Home World The incredible ship-graveyard where 550 wrecks sit in lake 'bigger than Scotland'

The incredible ship-graveyard where 550 wrecks sit in lake 'bigger than Scotland'


An enormous late which holds 10% of all the freshwater on Earth is also home to an astonishing 550 known shipwrecks and is bigger than the size of Scotland.

Lake Superior is the largest of the five Great Lakes of North America, which also includes Michigan, Huron, Erie, and Ontario, and has an area of over 31,700 square miles.

To put the size of Superior into perspective, Scotland has an area of 30,081 square miles and Wales of just 8,000 square miles, meaning the body of water dwarfs both home nations.

Britain’s largest lake is Lough Neagh, in Northern Ireland, which has an area of just 151 square miles, meaning it could fit into Lake Superior a staggering 210 times.

As well as being gigantic, Lake Superior can also be dangerous as massive temperature differences between the northern colder Canadian side and the ‘warmer’ American southern aspect can set off powerful winds of up to 90mph.

Over the last 200 years, many unfortunate vessels have fallen foul of the extreme weather conditions, which are particularly deadly in the autumn months.

It is estimated that there are about 550 wrecks in the lake, of which around 350 have been discovered so far, according to the Great Lakes Shipwreck Museum.

Over the years, authorities have constructed several lighthouses across the Great Lakes region to protect shipping from dangerous rocks under the surface.

One such lighthouse is Split Rock, which was built by the US Lighthouse Service after the winter storms of November 1905 that killed 36 people and sunk or disabled 29 ships.

The Split Rock Lighthouse website records one notable disaster in relatively modern times when the SS Edmund Fitzgerald got into difficulty in 1975.

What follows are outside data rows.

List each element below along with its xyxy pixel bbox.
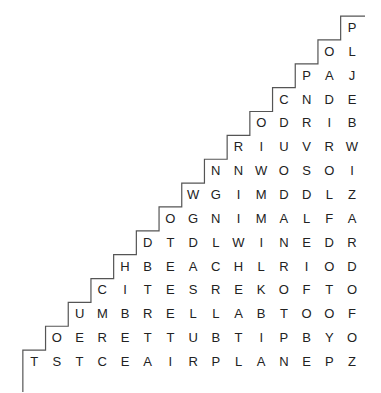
letter-cell: L (250, 256, 272, 278)
letter-cell: Y (318, 327, 340, 349)
letter-cell: B (114, 303, 136, 325)
letter-cell: N (273, 351, 295, 373)
letter-cell: T (137, 327, 159, 349)
letter-cell: I (159, 351, 181, 373)
letter-cell: B (205, 327, 227, 349)
letter-cell: B (296, 327, 318, 349)
letter-cell: R (91, 327, 113, 349)
letter-cell: E (296, 232, 318, 254)
letter-cell: O (318, 41, 340, 63)
letter-cell: E (341, 89, 363, 111)
letter-cell: V (296, 136, 318, 158)
letter-cell: O (318, 256, 340, 278)
letter-cell: A (273, 208, 295, 230)
letter-cell: L (318, 184, 340, 206)
letter-cell: R (341, 232, 363, 254)
letter-cell: R (182, 351, 204, 373)
letter-cell: E (114, 351, 136, 373)
letter-cell: W (182, 184, 204, 206)
letter-cell: J (341, 65, 363, 87)
letter-cell: I (250, 232, 272, 254)
letter-cell: T (137, 279, 159, 301)
letter-cell: F (341, 303, 363, 325)
letter-cell: N (205, 160, 227, 182)
letter-cell: E (114, 327, 136, 349)
letter-cell: L (296, 208, 318, 230)
letter-cell: N (296, 89, 318, 111)
letter-cell: R (228, 136, 250, 158)
letter-cell: D (296, 184, 318, 206)
letter-cell: E (296, 351, 318, 373)
letter-cell: O (341, 327, 363, 349)
letter-cell: N (205, 208, 227, 230)
letter-cell: H (114, 256, 136, 278)
letter-cell: M (250, 208, 272, 230)
letter-cell: P (273, 327, 295, 349)
letter-cell: D (318, 89, 340, 111)
letter-cell: T (69, 351, 91, 373)
letter-cell: E (159, 303, 181, 325)
letter-cell: R (296, 112, 318, 134)
letter-cell: B (137, 256, 159, 278)
letter-cell: T (228, 327, 250, 349)
letter-cell: I (228, 208, 250, 230)
letter-cell: P (318, 351, 340, 373)
letter-cell: A (318, 65, 340, 87)
letter-cell: K (250, 279, 272, 301)
letter-cell: R (273, 256, 295, 278)
letter-cell: D (318, 232, 340, 254)
letter-cell: O (159, 208, 181, 230)
letter-cell: A (228, 303, 250, 325)
letter-cell: A (137, 351, 159, 373)
letter-cell: G (182, 208, 204, 230)
letter-cell: S (182, 279, 204, 301)
letter-cell: O (296, 303, 318, 325)
letter-cell: D (273, 184, 295, 206)
letter-cell: A (341, 208, 363, 230)
letter-cell: D (341, 256, 363, 278)
letter-cell: R (205, 279, 227, 301)
letter-cell: L (182, 303, 204, 325)
letter-cell: B (250, 303, 272, 325)
letter-cell: C (91, 279, 113, 301)
letter-cell: F (296, 279, 318, 301)
letter-cell: I (296, 256, 318, 278)
letter-cell: E (69, 327, 91, 349)
letter-cell: F (318, 208, 340, 230)
letter-cell: L (205, 303, 227, 325)
letter-cell: G (205, 184, 227, 206)
letter-cell: C (273, 89, 295, 111)
letter-cell: T (159, 327, 181, 349)
letter-cell: T (273, 303, 295, 325)
letter-cell: A (182, 256, 204, 278)
letter-cell: N (228, 160, 250, 182)
letter-cell: Z (341, 184, 363, 206)
letter-cell: N (273, 232, 295, 254)
letter-cell: B (341, 112, 363, 134)
letter-cell: S (296, 160, 318, 182)
letter-cell: O (341, 279, 363, 301)
letter-cell: C (91, 351, 113, 373)
letter-cell: L (341, 41, 363, 63)
letter-cell: R (318, 136, 340, 158)
letter-cell: M (91, 303, 113, 325)
letter-cell: E (228, 279, 250, 301)
letter-cell: I (341, 160, 363, 182)
letter-cell: T (159, 232, 181, 254)
letter-cell: U (182, 327, 204, 349)
letter-cell: O (46, 327, 68, 349)
letter-cell: O (250, 112, 272, 134)
letter-cell: A (250, 351, 272, 373)
letter-cell: W (250, 160, 272, 182)
letter-cell: E (159, 279, 181, 301)
letter-cell: I (228, 184, 250, 206)
letter-cell: O (273, 279, 295, 301)
letter-cell: T (23, 351, 45, 373)
letter-cell: R (137, 303, 159, 325)
letter-cell: I (250, 327, 272, 349)
letter-cell: O (318, 160, 340, 182)
letter-cell: H (228, 256, 250, 278)
letter-cell: C (205, 256, 227, 278)
letter-cell: O (318, 303, 340, 325)
letter-cell: L (228, 351, 250, 373)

The Fitzgerald was the largest ship on the Great Lakes when she was launched on June 8, 1958, and sadly she became the biggest vessel to have ever been sunk there.

On November 10, 1975, the huge tanker went down in a storm taking with her the entire crew of 29 souls. Each year on this date the beacon of the Split Rock Lighthouse is lit in honour of those who lost their lives.